At least, that’s the sort of thing that’s being implied by stories such as these.

The conventional wisdom, which I share, is that Barack Obama will win this election, perhaps by a healthy margin. But Democrats are nervous wrecks; they’re having nightmares that defeat will be snatched from the jaws of victory.

To add to their misery (and guard against complacency), here’s how that horror film could play out:

In the end, the problem was the LIVs. That’s short for “low-information voters”, the three-fifths of the electorate that shows up once every four years to vote for president but mostly hates politics.

Obama shifted New Mexico, Iowa and Nevada from red to blue. But there was a reason Virginia hadn’t gone Democratic since 1964. The transformation of the northern part of the state couldn’t overcome a huge McCain margin among whites farther south. They weren’t the racists of their parents’ generation, but they weren’t quite ready to vote for the unthinkable, either.

It’s turning into that same old story: people who say that they’re not voting for Obama are having to defend their opinions, because not to vote for him is becoming unthinkable.
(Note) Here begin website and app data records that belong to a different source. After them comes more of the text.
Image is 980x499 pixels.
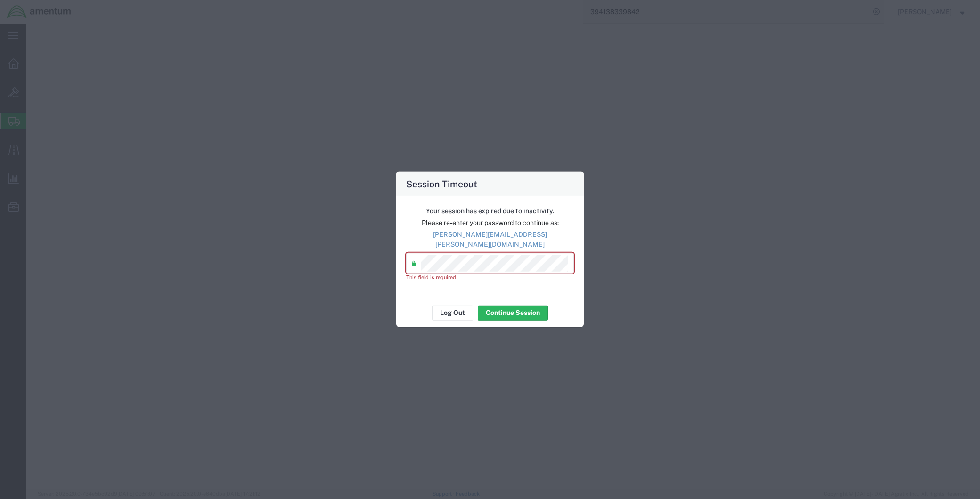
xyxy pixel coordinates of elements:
[406,218,573,228] p: Please re-enter your password to continue as:
[406,206,573,216] p: Your session has expired due to inactivity.
[478,305,548,320] button: Continue Session
[406,230,573,250] p: [PERSON_NAME][EMAIL_ADDRESS][PERSON_NAME][DOMAIN_NAME]
[432,305,473,320] button: Log Out
[406,177,477,190] h4: Session Timeout
[406,274,573,282] div: This field is required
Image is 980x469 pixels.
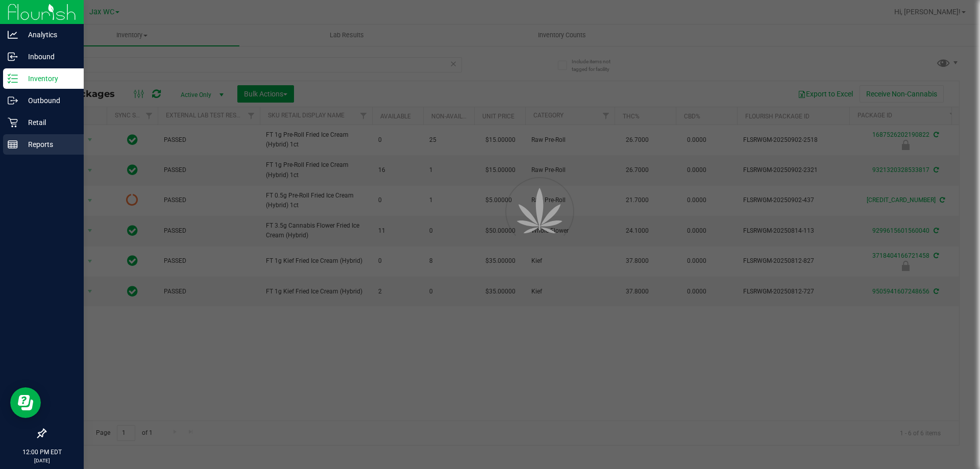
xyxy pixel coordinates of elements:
[18,116,79,128] p: Retail
[8,117,18,127] inline-svg: Retail
[8,139,18,150] inline-svg: Reports
[8,74,18,83] inline-svg: Inventory
[8,51,18,62] inline-svg: Inbound
[8,30,18,40] inline-svg: Analytics
[18,95,79,107] p: Outbound
[5,448,79,457] p: 12:00 PM EDT
[8,95,18,106] inline-svg: Outbound
[18,72,79,85] p: Inventory
[10,387,41,418] iframe: Resource center
[5,457,79,465] p: [DATE]
[18,29,79,41] p: Analytics
[18,51,79,63] p: Inbound
[18,139,79,151] p: Reports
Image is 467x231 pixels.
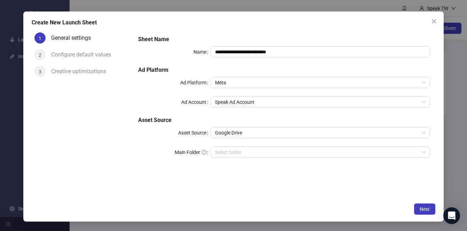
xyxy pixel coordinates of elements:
span: 1 [39,35,41,41]
h5: Ad Platform [138,66,430,74]
div: Configure default values [51,49,117,60]
label: Main Folder [175,146,211,158]
span: question-circle [202,150,207,154]
div: Create New Launch Sheet [32,18,435,27]
span: Meta [215,77,426,88]
div: Open Intercom Messenger [443,207,460,224]
label: Ad Account [182,96,211,108]
span: Speak Ad Account [215,97,426,107]
label: Asset Source [179,127,211,138]
span: 3 [39,69,41,74]
h5: Sheet Name [138,35,430,43]
span: Google Drive [215,127,426,138]
label: Ad Platform [181,77,211,88]
input: Name [211,46,430,57]
span: close [431,18,437,24]
span: Next [420,206,430,212]
label: Name [194,46,211,57]
button: Next [414,203,435,214]
h5: Asset Source [138,116,430,124]
div: Creative optimizations [51,66,112,77]
span: 2 [39,52,41,58]
div: General settings [51,32,96,43]
button: Close [428,16,439,27]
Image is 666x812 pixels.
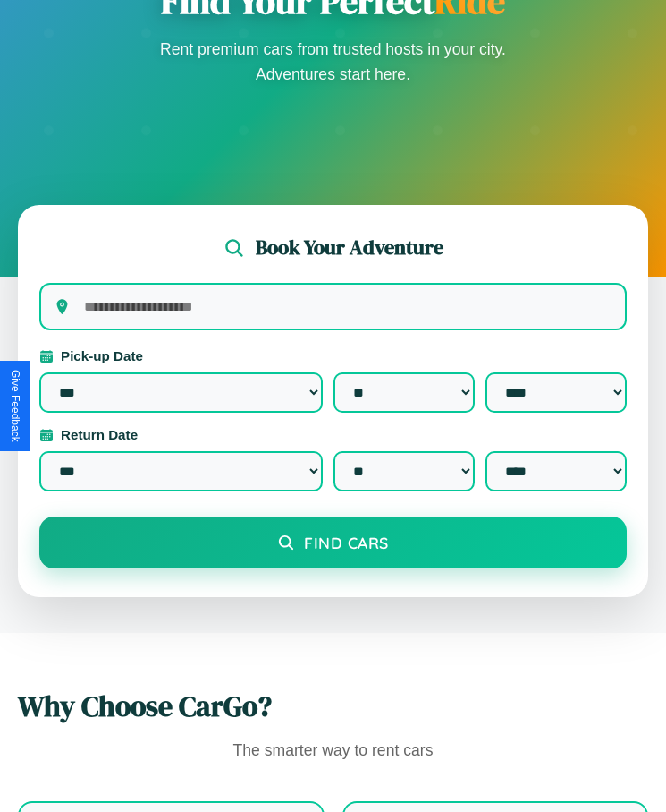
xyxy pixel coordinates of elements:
h2: Book Your Adventure [256,234,444,261]
button: Find Cars [39,517,627,568]
p: The smarter way to rent cars [18,737,648,765]
label: Pick-up Date [39,348,627,363]
p: Rent premium cars from trusted hosts in your city. Adventures start here. [155,36,512,87]
label: Return Date [39,427,627,442]
div: Give Feedback [9,370,22,442]
h2: Why Choose CarGo? [18,687,648,726]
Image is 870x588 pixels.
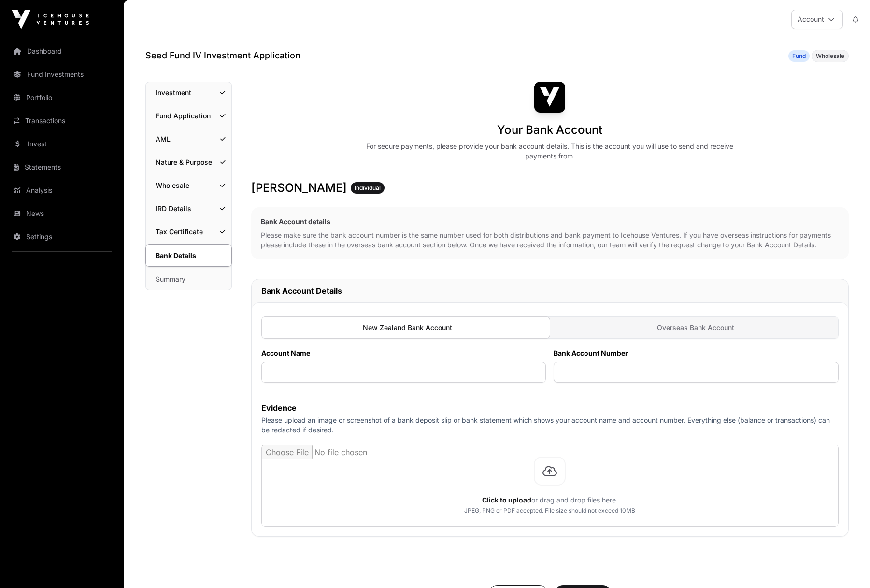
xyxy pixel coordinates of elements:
a: Dashboard [7,41,116,62]
span: Wholesale [816,52,845,60]
div: For secure payments, please provide your bank account details. This is the account you will use t... [364,142,735,161]
a: AML [146,128,231,150]
a: Nature & Purpose [146,152,231,173]
a: Bank Details [145,245,232,267]
h1: Seed Fund IV Investment Application [145,49,300,62]
a: IRD Details [146,198,231,219]
a: Summary [146,268,231,290]
p: Please upload an image or screenshot of a bank deposit slip or bank statement which shows your ac... [261,415,839,435]
img: Icehouse Ventures Logo [12,10,89,29]
a: Investment [146,82,231,103]
a: Analysis [7,179,116,201]
iframe: Chat Widget [822,541,870,588]
img: Seed Fund IV [534,82,565,113]
button: Account [791,10,843,29]
a: Transactions [7,110,116,131]
p: Please make sure the bank account number is the same number used for both distributions and bank ... [261,231,839,250]
h1: Your Bank Account [497,122,602,138]
h3: [PERSON_NAME] [251,180,848,196]
label: Account Name [261,348,547,358]
a: Fund Investments [7,64,116,85]
label: Evidence [261,402,839,414]
a: Fund Application [146,105,231,127]
span: Fund [792,52,805,60]
h2: Bank Account Details [261,285,839,297]
label: Bank Account Number [553,348,839,358]
a: Invest [7,133,116,154]
a: Settings [7,226,116,248]
a: Statements [7,156,116,178]
a: Portfolio [7,87,116,108]
a: Wholesale [146,175,231,196]
span: Overseas Bank Account [657,323,734,332]
a: Tax Certificate [146,221,231,242]
a: News [7,203,116,224]
span: Individual [355,184,380,192]
h2: Bank Account details [261,217,839,226]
He’s young, good looking, progressive1 and hasn’t bothered with actually saying anything. His opponent dares not to be progressive, and thusly anyone who would vote for him is clearly not a smart person.

The first time I was aware of this sort of thing was the ’92 general election, when all those shy Tories voted one way in the voting booth and another in the exit polls. There’s a reverse sort of thing here as well – lots of posh middle class Catholics say that they’d never vote for Sinn Fein and yet the numbers look suspiciously like some of them do.

But this time round, it’s much much worse. Because it’s not just the traditional forward/backwards looking thing; nor is it a straight left right fight. This time it’s also being portrayed as a racism test: you’re either not racist, in which case if you’ve a brain you’ll vote for Obama, or you are racist, in which case you’ll vote for McCain.

Well, fuck that. I don’t like Obama, I don’t like his policies and I don’t like the way that the media worship his feet.

Against that, I don’t mind McCain. He’s got a record to examine, he’s got a few interesting ideas. And – showing my ignorance again here – I don’t mind Palin either. So, who do you think I’d vote for?

And I’m perfectly happy to say that. Even if it’s just me showing my ignorance and racism…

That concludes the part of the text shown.